Photo of Musk by Gage Skidmore. Photo of Zuckerberg by Anurag R Dubey
A potential Billionaire Tax Act may be in the works for California’s ultra-wealthy. Two figures, St. John’s Community Health President and CEO Jim Mangia and Service Employees International Union Chief of Staff Suzanne Jimenez, filed to obtain a title for the proposed act. The process is part of circulating petitions for its consideration. Their proposal calls for a one-time emergency 5% tax on California residents whose wealth exceeds $1 billion. The tax would pull from assets such as stocks, artwork, classic vehicles, antiques, collectibles, and intellectual property rights instead of income. Directly-owned real-estate is excluded. Mangia and Jimenez submitted their request October 22, 2025.
Asking nicely
A September press release stated that California is facing approximately $100 billion in federal healthcare funding cuts over the next five years. This may precipitate the loss of some 145,000 healthcare jobs. Proponents of the Billionaire Tax Act declare the legislation would generate the monies needed to secure the State's healthcare budget. The objective: to bridge the gap carved by cuts in federal funding for California’s healthcare and educational infrastructure, the result of the Trump regime's One Big Beautiful Bill Act.
The Service Employees International Union (SEIU) is asking nicely for California’s billionaires to part with 5% of their riches, once. Five percent of one billion is five hundred million. In any case, Governor Gavin Newsom has been annoyingly hesitant to raise taxes on the Golden State’s most wealthy residents. I suppose we should sympathize. If you were vying for the Oval Office, would you alienate your richest friends?
The SEIU decided at any rate that a ballot measure is our best shot at protecting healthcare and education in California. Recently at a press conference, SEIU-UHW President Dave Regan stated, “We are facing literally a collapse of our healthcare system here in California and elsewhere. [The billionaire tax] will help us keep healthcare facilities open. It will stabilize premiums and coverage for all Californians, protect healthcare jobs, and also improve public education.”
Predictable political pushback
Naturally, Gov. Newsom is against the initiative, according to a campaign spokesman, and has called the initiative “bad policy,” and, “an attempt to grab money for special purposes.” Though Newsom hasn’t yet launched an opposition campaign, longtime consultants Dan Newman and Brian Brokaw have founded Stop The Squeeze, a political action committee sworn to thwarting the proposed tax.
North Carolina State University tax professor Nathan Goldman weighed the pros and cons of the Billionaire Tax Act in one Forbes article. Per his estimations, the roughly 200 billionaires living in California could easily afford to foot the bill. Imagine—0.00005% of California’s population could cover the State's healthcare and education costs without losing a single CEO. Just the way they like it. If they’ve learned anything, they’ll realize they can’t have their multibillion-dollar cake and eat it too.
Take Facebook and Meta CEO Mark Zuckerberg for example. According to Forbes, his net worth as of October 2025 is $251 billion. If he were subject to a five percent tax on his net worth, that would only subtract $12.5 billion, which still leaves him with more than $200 billion. Poor fella.
Goldman also warns that the Billionaire Tax Act could cause billionaires to flee California, citing Jeff Bezos as an example. The profanely rich man abandoned Seattle because Washington had proposed—not implemented, proposed—a one percent tax on individuals whose assets exceed $250 million. Forbes reports that Jeff Bezos has an alleged net worth of $245.9 billion. If he got hit with a one percent wealth tax, he'd pay a mere $2,459,000,000, leaving him with a whopping $243,441,000,000.
Even when Nathan Goldman accounts for capital flight, the arithmetic clearly underscores how greedy a billionaire can get.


## What is required
While leaving the pictures out, set down only the lines from the one with "At what (x,y)" through the end of the records, exactly as they stand.

## Material supplied

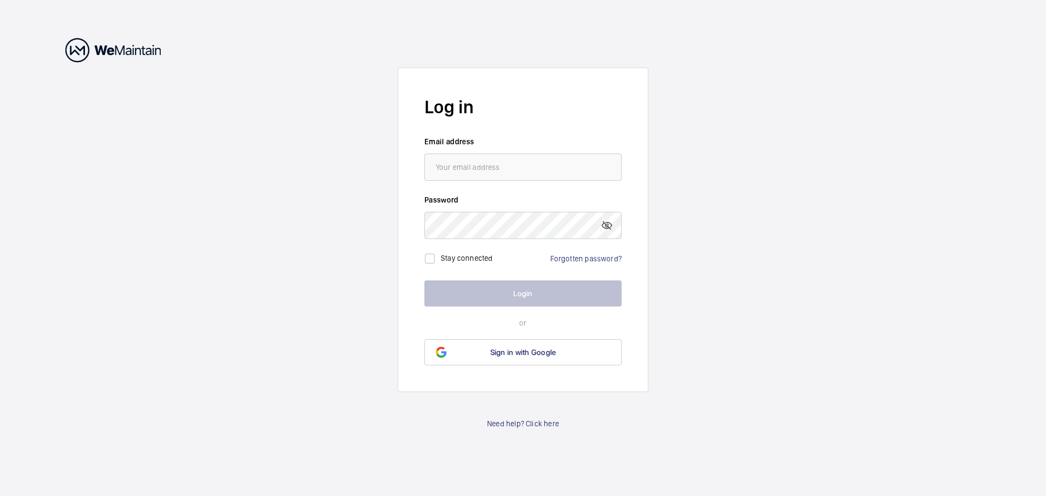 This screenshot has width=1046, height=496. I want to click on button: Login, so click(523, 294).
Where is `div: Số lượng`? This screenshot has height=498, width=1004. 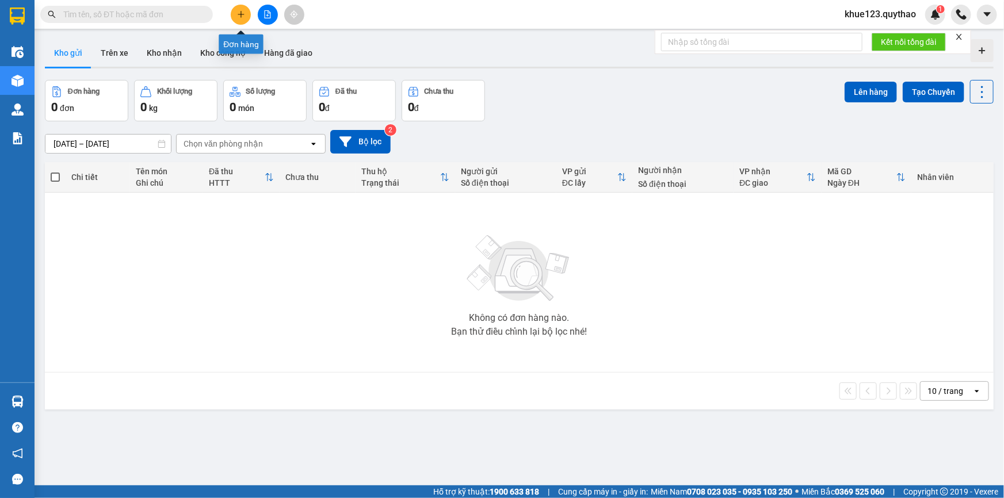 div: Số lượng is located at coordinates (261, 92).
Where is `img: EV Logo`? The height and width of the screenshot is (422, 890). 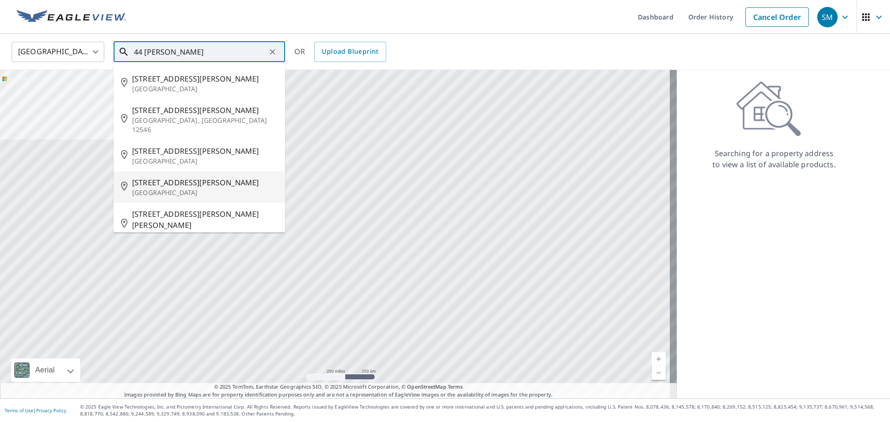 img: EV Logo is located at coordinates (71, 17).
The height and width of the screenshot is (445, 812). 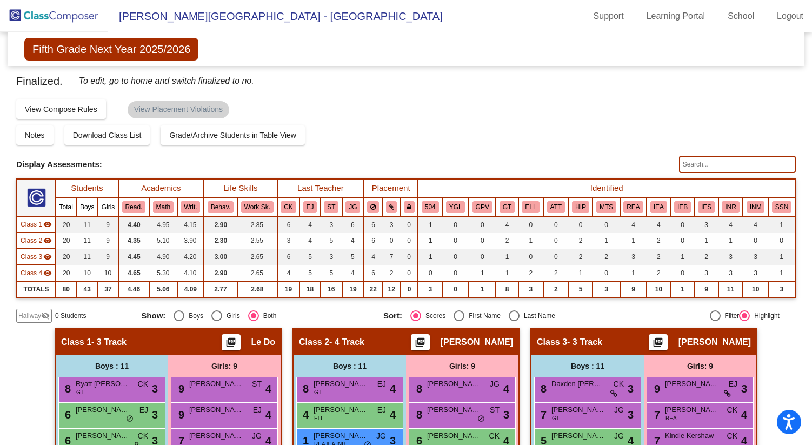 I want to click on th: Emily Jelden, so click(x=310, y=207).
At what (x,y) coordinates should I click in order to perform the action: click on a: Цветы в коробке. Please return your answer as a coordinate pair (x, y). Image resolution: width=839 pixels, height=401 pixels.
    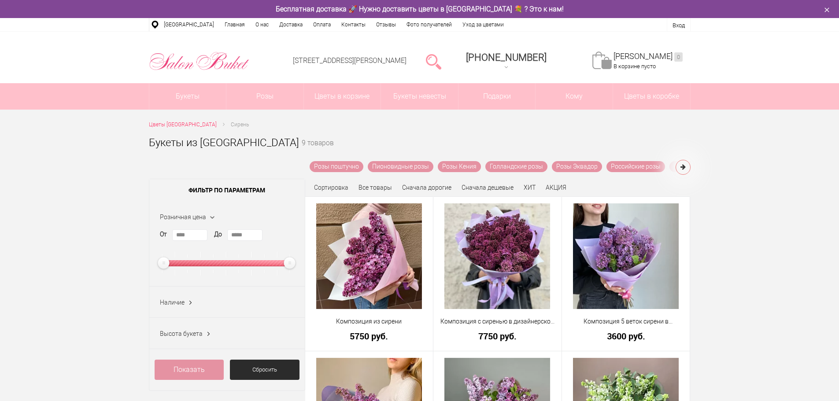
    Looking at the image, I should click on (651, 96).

## Solution to this problem
At what (x,y) coordinates should I click in order to perform the action: click on a: Цветы в коробке. Please return your answer as a coordinate pair (x, y). Image resolution: width=839 pixels, height=401 pixels.
    Looking at the image, I should click on (651, 96).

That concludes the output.